Recurring fees compound
A monthly subscription creates repeated transaction fees. The same customer can produce twelve fixed fees per year on monthly billing, or one fixed fee on annual billing.
Estimate how recurring SaaS payments are affected by percentage fees, fixed per-order fees, international cards, refunds, chargebacks, monthly billing, and annual billing.
A monthly subscription creates repeated transaction fees. The same customer can produce twelve fixed fees per year on monthly billing, or one fixed fee on annual billing.
Average order value decides how painful fixed fees are. A $0.30 or $0.50 fixed fee is much larger on a $9 plan than on a $99 plan.
Refund rate and failed-payment recovery can change take-home revenue. Do not model only the happy-path successful payment.
Global SaaS products often have a blended rate that is higher than the domestic headline rate. Model customer geography early.
| Subscription factor | Monthly billing effect | Annual billing effect |
|---|---|---|
| Fixed payment fee | Charged every month, so low-ticket subscriptions can lose more to fixed fees. | Charged once per year, usually reducing fixed-fee drag for retained customers. |
| Failed payments | More billing events can mean more retries, dunning, and support work. | Fewer billing events, but failed annual renewals can create larger revenue gaps. |
| Refunds and chargebacks | Smaller transactions but more opportunities for disputes over time. | Larger transactions, so each refund or dispute has a bigger single impact. |
A provider that looks expensive for monthly low-ticket subscriptions can look more reasonable when the same revenue is collected annually. Always compare fee dollars, not only percentage rates.
A merchant of record may include tax and buyer operations that a direct processor does not. For subscriptions, that can matter when customers are global, plans are low-priced, or support volume is hard to predict.
Often yes for fixed-fee drag, because fewer transactions can mean fewer fixed per-payment charges. The tradeoff is conversion, refunds, and renewal risk.
Not always. Some providers charge separate billing or subscription fees, while merchant-of-record providers may bundle more operations into the transaction fee.
Plan price, order count, billing cadence, international card share, refund rate, chargeback rate, and tax workflow ownership matter most.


- Problem description
Restate the entries below exactly, and keep all images out of the answer.

- Supplied data
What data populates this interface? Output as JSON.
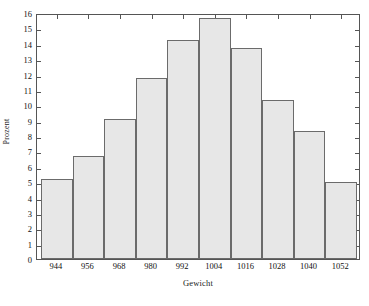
{
  "chart_data": {
    "type": "bar",
    "title": "",
    "subtitle": "",
    "xlabel": "Gewicht",
    "ylabel": "Prozent",
    "categories": [
      "944",
      "956",
      "968",
      "980",
      "992",
      "1004",
      "1016",
      "1028",
      "1040",
      "1052"
    ],
    "values": [
      5.2,
      6.7,
      9.1,
      11.75,
      14.25,
      15.65,
      13.7,
      10.35,
      8.3,
      5.0
    ],
    "series": [
      {
        "name": "Prozent",
        "values": [
          5.2,
          6.7,
          9.1,
          11.75,
          14.25,
          15.65,
          13.7,
          10.35,
          8.3,
          5.0
        ]
      }
    ],
    "xlim": [
      938,
      1058
    ],
    "ylim": [
      0,
      16
    ],
    "y_ticks": [
      0,
      1,
      2,
      3,
      4,
      5,
      6,
      7,
      8,
      9,
      10,
      11,
      12,
      13,
      14,
      15,
      16
    ],
    "y_tick_labels": [
      "0",
      "1",
      "2",
      "3",
      "4",
      "5",
      "6",
      "7",
      "8",
      "9",
      "10",
      "11",
      "12",
      "13",
      "14",
      "15",
      "16"
    ],
    "x_tick_labels": [
      "944",
      "956",
      "968",
      "980",
      "992",
      "1004",
      "1016",
      "1028",
      "1040",
      "1052"
    ],
    "bin_width": 12,
    "grid": false,
    "legend": false,
    "legend_position": "none",
    "bar_fill_color": "#e7e7e7",
    "bar_edge_color": "#6b6b6b",
    "axis_color": "#555555",
    "background_color": "#ffffff"
  }
}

- Result of this exercise
What data populates this interface? Output as JSON.
{
  "chart_data": {
    "type": "bar",
    "title": "",
    "subtitle": "",
    "xlabel": "Gewicht",
    "ylabel": "Prozent",
    "categories": [
      "944",
      "956",
      "968",
      "980",
      "992",
      "1004",
      "1016",
      "1028",
      "1040",
      "1052"
    ],
    "values": [
      5.2,
      6.7,
      9.1,
      11.75,
      14.25,
      15.65,
      13.7,
      10.35,
      8.3,
      5.0
    ],
    "series": [
      {
        "name": "Prozent",
        "values": [
          5.2,
          6.7,
          9.1,
          11.75,
          14.25,
          15.65,
          13.7,
          10.35,
          8.3,
          5.0
        ]
      }
    ],
    "xlim": [
      938,
      1058
    ],
    "ylim": [
      0,
      16
    ],
    "y_ticks": [
      0,
      1,
      2,
      3,
      4,
      5,
      6,
      7,
      8,
      9,
      10,
      11,
      12,
      13,
      14,
      15,
      16
    ],
    "y_tick_labels": [
      "0",
      "1",
      "2",
      "3",
      "4",
      "5",
      "6",
      "7",
      "8",
      "9",
      "10",
      "11",
      "12",
      "13",
      "14",
      "15",
      "16"
    ],
    "x_tick_labels": [
      "944",
      "956",
      "968",
      "980",
      "992",
      "1004",
      "1016",
      "1028",
      "1040",
      "1052"
    ],
    "bin_width": 12,
    "grid": false,
    "legend": false,
    "legend_position": "none",
    "bar_fill_color": "#e7e7e7",
    "bar_edge_color": "#6b6b6b",
    "axis_color": "#555555",
    "background_color": "#ffffff"
  }
}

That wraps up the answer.